Advertisement

Cindy Gladue-inspired rallies to demand appeal of not guilty murder verdict

**Editor’s note: This article contains graphic descriptions that may be upsetting to some readers.

Cindy Gladue bled to death in a motel bathroom from an 11-centimetre wound in the wall of her vagina.

On March 18th, Brad Barton, the man who was in that motel room with her the night she died, was acquitted of murderand manslaughter.

Barton, a 46-year-old long-haul trucker from Ontario, admitted in court that he was with Gladue that night. He testified that if he caused the injury it was inadvertent, likely the result of rough sex. He fell asleep and woke the next morning to find her dead, the jury heard.

The verdict outraged Gladue’s family and their supporters, who see it as another low point in the ongoing crisis of missing and murdered First Nations women in Canada.

This Thursday, rallies are planned in 14 cities from St. John’s, NL, to Victoria, B.C., to demand an appeal and retrial.

“Cindy’s family, they were so, so hurt by this and in so much pain,” Fawn Marie Lamouche, who was outside the courthouse when the verdict was announced and who is one of the organizers of the Edmonton rally, tells Yahoo Canada News.

“I just felt devastated for the family and I just felt like huge injustice had taken place.”

Lamouche, who is Metis, says she felt compelled to do something.

“To me, this not guilty verdict says no one’s going to care if someone does this to an indigenous woman. The justice system has totally failed the family, has failed Cindy and has failed indigenous women and girls across the country,” she says.

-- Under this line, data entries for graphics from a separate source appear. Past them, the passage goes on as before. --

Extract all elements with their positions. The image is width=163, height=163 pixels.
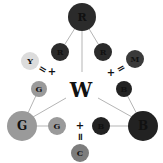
line-gbig-center <box>33 98 66 117</box>
node-red-small-left: R <box>51 43 69 61</box>
node-label: R <box>100 47 107 57</box>
node-blue-large: B <box>128 111 158 141</box>
color-mixing-diagram: R R R Y M = + + = W G <box>0 0 163 163</box>
node-label: Y <box>26 56 33 66</box>
node-blue-small-left: B <box>92 117 110 135</box>
node-label: M <box>131 54 140 64</box>
node-label: R <box>77 11 87 24</box>
equals-operator-bottom: = <box>75 133 86 141</box>
node-label: B <box>121 84 128 94</box>
node-label: G <box>54 121 61 131</box>
node-magenta: M <box>126 50 144 68</box>
node-green-small-upper: G <box>31 81 47 97</box>
node-label: G <box>17 119 27 133</box>
equals-operator-right: = <box>115 61 128 75</box>
plus-operator-left: + <box>48 66 56 77</box>
node-green-large: G <box>7 111 37 141</box>
center-white-label: W <box>69 78 93 102</box>
node-red-large: R <box>68 3 96 31</box>
node-green-small-right: G <box>48 117 66 135</box>
node-label: C <box>77 148 83 158</box>
node-red-small-right: R <box>94 43 112 61</box>
plus-operator-bottom: + <box>76 120 84 131</box>
node-label: B <box>138 119 148 133</box>
plus-operator-right: + <box>107 67 115 78</box>
line-bbig-center <box>98 98 132 117</box>
node-label: G <box>36 84 43 94</box>
node-cyan: C <box>71 144 89 162</box>
node-label: B <box>98 121 105 131</box>
diagram-canvas: R R R Y M = + + = W G <box>0 0 163 163</box>
node-blue-small-upper: B <box>116 81 132 97</box>
node-yellow: Y <box>21 52 39 70</box>
node-label: R <box>57 47 64 57</box>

“The community has had enough.”

An online petition demanding Alberta Justice Minister Jonathan Denis appeal the acquittal of trucker Brad Barton has gathered more than 2,000 signatures as of Tuesday morning.

Canada’s missing and murdered aboriginal women

Gladue was one of 1,017 indigenous women murdered in Canada between 1980 and 2012, according to a report released last year by RCMP. Another 164 aboriginal women were missing.

Of course, they are not all women.

Tina Fontaine’s body was found in the Red River in Winnipeg last August. She was 15 years old.

Fontaine’s death, too, renewed demands for a public inquiry into missing and murdered aboriginal women, who are more than four times more likely to die by violence than their non-indigenous counterparts.

Prime Minister Stephen Harper has ruled it out.

"It’s very clear that there has been very fulsome study … of these particular things. They’re not all one phenomenon," Harper said after Fontaine’s body was found stuffed in a bag in the river. "We should not view this as a sociological phenomenon. We should view it as crime."

Canada’s failure to promptly and thoroughly investigate the high levels of violence against aboriginal women is a “grave violation” of rights, the UN Committee on the Elimination of Discrimination Against Women said in a report issued earlier this month.

“Aboriginal women and girls are more likely to be victims of violence than men or non-aboriginal women, and they are more likely to die as a result. Yet, despite the seriousness of the situation, the Canadian State has not sufficiently implemented measures to ensure that cases of missing and murdered aboriginal women are effectively investigated and prosecuted,” committee members Niklas Bruun and Barbara Bailey say in the report.

The committee has joined Amnesty International Canada, the Native Women’s Association of Canada, the Assembly of First Nations and every other aboriginal organization in the country, as well as provincial and territorial premiers in calling for such an inquiry.